Years ago, Metro Times reported on Benjamin Sobczak as his alter ego, rapper Ben Miles, who performed as frontman of the hip-hop group Mice & Musicians. Sobczak has since ended his music career to work for a white-shoe law firm as a commercial litigator.
A self-described lifelong “very functional cannabis user,” he started taking on more and more cannabis clients in Michigan’s blossoming new licensed industry, and eventually, all of his clients were cannabis companies. In 2020, he left the firm to pursue cannabis law full-time as the in-house general counsel for Michigan-based Pleasantrees — just a year away from becoming an equity partner at the firm.
“People thought I was insane,” he tells Metro Times. “But I was just like, dude, you gotta chase your dream. And it just felt like a better way for me to both be myself and to continue to practice in this exciting new area of law that I believed in.”
Sobczak says one of the things that he wanted to do at Pleasantrees was to find a way to give back to Detroit’s music scene. That led to the creation of the Potency Test, a new “battle of the bands”-style event planned for the Crofoot in Pontiac in April.
“Cannabis is a big part of the art scene,” he says. “I wanted to be able to get involved again in some meaningful way — and use the company as a platform to use the skills I had developed in terms of promoting shows or connections in the art scene to do good — and to be involved and to feel connectivity with music the way I used to when I was younger, and I was the one performing.”
Winners of the event will be awarded $5,000 cash, as well as recording time at The Village Studios. Sobczak says he wishes he had that opportunity when he was younger.
“When I was struggling in a band and we were recording in some basement with train tracks behind it, to be able to go somewhere top-notch and see how good you can sound with the right sound guy and the right mastering, like not having to fight so hard to bootstrap that shit … that would have been incredible,” he says.
Sobczak goes way back with the Crofoot. He performed his first-ever show at the Crofoot’s Pike Room, and despite getting in a very lawyerly dispute with the management over a toilet that was apparently broken by a rowdy fan (it’s a long story), Sobczak eventually grew close with the venue’s booker, Justin Pidruzny, and even held his wedding at the venue.
“Ben and I both talked about how we want [Potency Test] to be a situation where it really supports the bands in our community, and makes them feel appreciated,” says Pidruzny, who got his start in the music business from playing in a local rock band. “It’s just kind of like an opportunity to give back.”
Artists can register through opnrmusic.com, a local music company that developed a platform to connect artists with performance opportunities. Entries are due by Saturday, Feb. 25, and selected artists will move on to perform on Saturday, April 9 at the Crofoot, where a panel of guest judges will pick a winner. (Sobczak says he’s in talks with special guest judges including White Boy Rick, the former teenage FBI informant recently played by Eminem in BMF on Starz, and Melanie Rutherford, newly elected to Pontiac’s City Council, who is also a singer-songwriter who appeared on Kem’s Grammy-nominated record “Intimacy.”)

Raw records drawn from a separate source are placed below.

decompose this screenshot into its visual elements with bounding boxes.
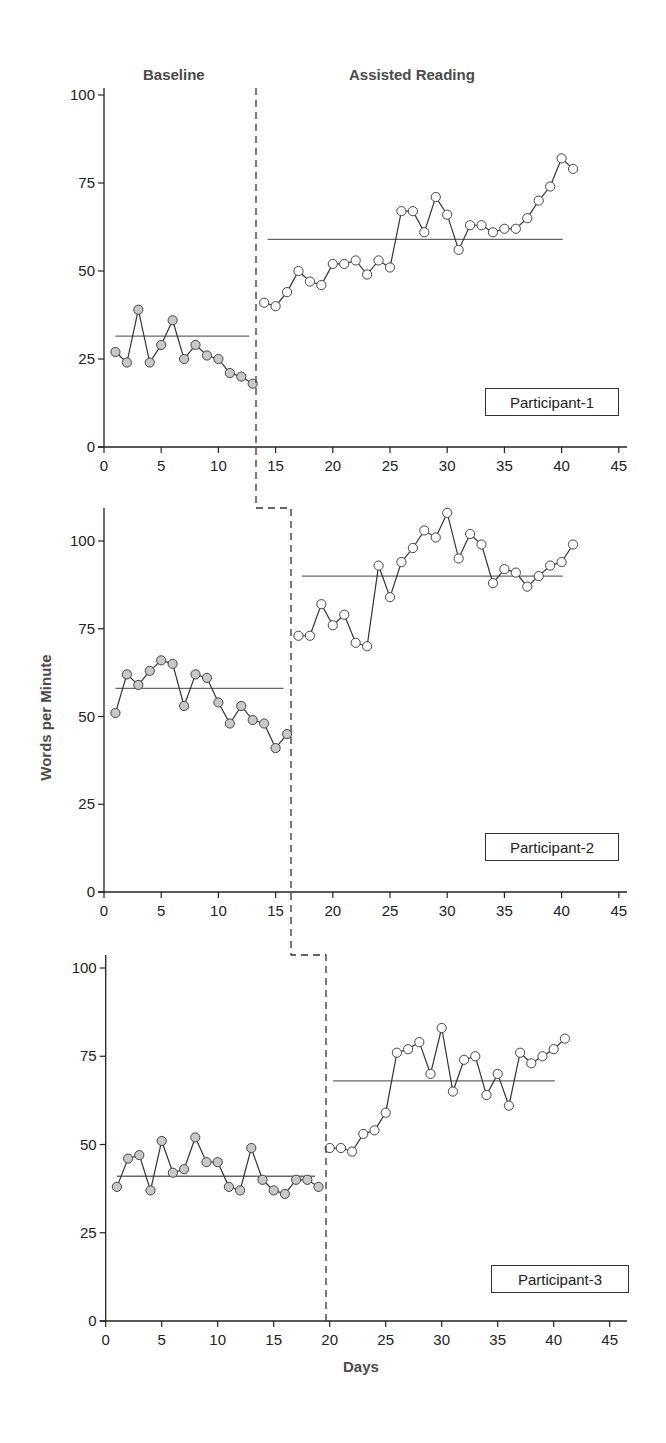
x-tick-label: 10 — [209, 1331, 226, 1348]
treatment-point — [511, 224, 520, 233]
treatment-point — [557, 154, 566, 163]
x-tick-label: 45 — [601, 1331, 618, 1348]
treatment-point — [504, 1101, 513, 1110]
baseline-point — [122, 670, 131, 679]
baseline-point — [269, 1186, 278, 1195]
multiple-baseline-chart: 0255075100051015202530354045025507510005… — [0, 0, 666, 1443]
treatment-point — [385, 593, 394, 602]
baseline-point — [168, 659, 177, 668]
treatment-point — [546, 561, 555, 570]
x-tick-label: 30 — [439, 902, 456, 919]
x-tick-label: 15 — [265, 1331, 282, 1348]
y-tick-label: 25 — [80, 1224, 97, 1241]
treatment-point — [465, 529, 474, 538]
y-tick-label: 100 — [70, 86, 95, 103]
treatment-point — [420, 526, 429, 535]
baseline-point — [225, 368, 234, 377]
treatment-point — [340, 610, 349, 619]
baseline-point — [213, 1158, 222, 1167]
baseline-point — [237, 372, 246, 381]
baseline-point — [280, 1189, 289, 1198]
treatment-point — [420, 228, 429, 237]
baseline-point — [157, 656, 166, 665]
treatment-point — [500, 564, 509, 573]
baseline-point — [271, 743, 280, 752]
treatment-point — [328, 621, 337, 630]
treatment-point — [305, 277, 314, 286]
x-tick-label: 20 — [324, 457, 341, 474]
treatment-point — [282, 288, 291, 297]
baseline-point — [282, 729, 291, 738]
treatment-point — [385, 263, 394, 272]
treatment-point — [348, 1147, 357, 1156]
x-tick-label: 20 — [321, 1331, 338, 1348]
treatment-point — [460, 1055, 469, 1064]
x-tick-label: 25 — [382, 902, 399, 919]
x-tick-label: 15 — [267, 457, 284, 474]
treatment-point — [328, 259, 337, 268]
treatment-point — [374, 561, 383, 570]
participant-1-legend: Participant-1 — [485, 388, 619, 416]
treatment-point — [340, 259, 349, 268]
baseline-point — [248, 715, 257, 724]
treatment-point — [549, 1045, 558, 1054]
baseline-point — [168, 1168, 177, 1177]
x-tick-label: 40 — [553, 457, 570, 474]
treatment-point — [351, 256, 360, 265]
treatment-point — [454, 245, 463, 254]
x-tick-label: 35 — [496, 902, 513, 919]
baseline-point — [202, 673, 211, 682]
x-tick-label: 25 — [382, 457, 399, 474]
baseline-line — [115, 660, 287, 748]
treatment-point — [477, 221, 486, 230]
treatment-point — [336, 1143, 345, 1152]
baseline-point — [112, 1182, 121, 1191]
y-tick-label: 50 — [80, 1136, 97, 1153]
treatment-point — [363, 270, 372, 279]
baseline-point — [111, 347, 120, 356]
treatment-point — [374, 256, 383, 265]
y-tick-label: 50 — [78, 708, 95, 725]
baseline-point — [179, 354, 188, 363]
treatment-point — [534, 196, 543, 205]
baseline-point — [225, 719, 234, 728]
baseline-point — [191, 1133, 200, 1142]
x-tick-label: 35 — [496, 457, 513, 474]
baseline-point — [180, 1165, 189, 1174]
treatment-point — [538, 1052, 547, 1061]
baseline-point — [134, 680, 143, 689]
participant-2-legend: Participant-2 — [485, 833, 619, 861]
treatment-point — [415, 1038, 424, 1047]
y-tick-label: 0 — [88, 1312, 96, 1329]
baseline-point — [191, 340, 200, 349]
treatment-point — [534, 572, 543, 581]
x-tick-label: 40 — [553, 902, 570, 919]
treatment-point — [317, 600, 326, 609]
baseline-point — [191, 670, 200, 679]
treatment-point — [317, 280, 326, 289]
treatment-point — [471, 1052, 480, 1061]
baseline-point — [224, 1182, 233, 1191]
y-tick-label: 0 — [87, 883, 95, 900]
baseline-point — [303, 1175, 312, 1184]
x-tick-label: 40 — [545, 1331, 562, 1348]
x-tick-label: 45 — [610, 902, 627, 919]
baseline-point — [157, 340, 166, 349]
y-tick-label: 25 — [78, 795, 95, 812]
baseline-point — [292, 1175, 301, 1184]
baseline-point — [214, 698, 223, 707]
x-tick-label: 30 — [433, 1331, 450, 1348]
treatment-point — [568, 540, 577, 549]
treatment-point — [294, 266, 303, 275]
baseline-point — [247, 1143, 256, 1152]
x-tick-label: 15 — [267, 902, 284, 919]
treatment-point — [370, 1126, 379, 1135]
baseline-point — [202, 351, 211, 360]
x-tick-label: 10 — [210, 457, 227, 474]
y-tick-label: 0 — [87, 438, 95, 455]
treatment-point — [351, 638, 360, 647]
x-tick-label: 5 — [157, 902, 165, 919]
treatment-point — [437, 1023, 446, 1032]
treatment-point — [294, 631, 303, 640]
treatment-point — [404, 1045, 413, 1054]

Sobczak says he hopes to draw submissions from artists across genres and eventually to grow the Potency Test into a quarterly event, releasing Pleasantrees-branded compilation albums of all the winners. He says he also hopes to keep cover for the Pontiac event low, and plans to give proceeds to charity.
Sobczak says with the cannabis industry exploding, it’s only right to give back.
Plus, music and cannabis just go together. The culture of cannabis can seem to get lost in some of these sleek new dispensaries that feel more like sleek Apple Stores than the head shops of the old days.
“One of the things that we really like to say about ourselves is that we are cannabis people who started a business,” Sobczak says of the team at Pleasantrees. “We are not business people who got into cannabis.”
He adds, “I do think that there’s an obligation not just to support social equity or righting the ills of the war on drugs, but like what we’re doing here just to support the scene, the artists, the musicians, and the creatives. You know, cannabis has been a big part of that for a long time.”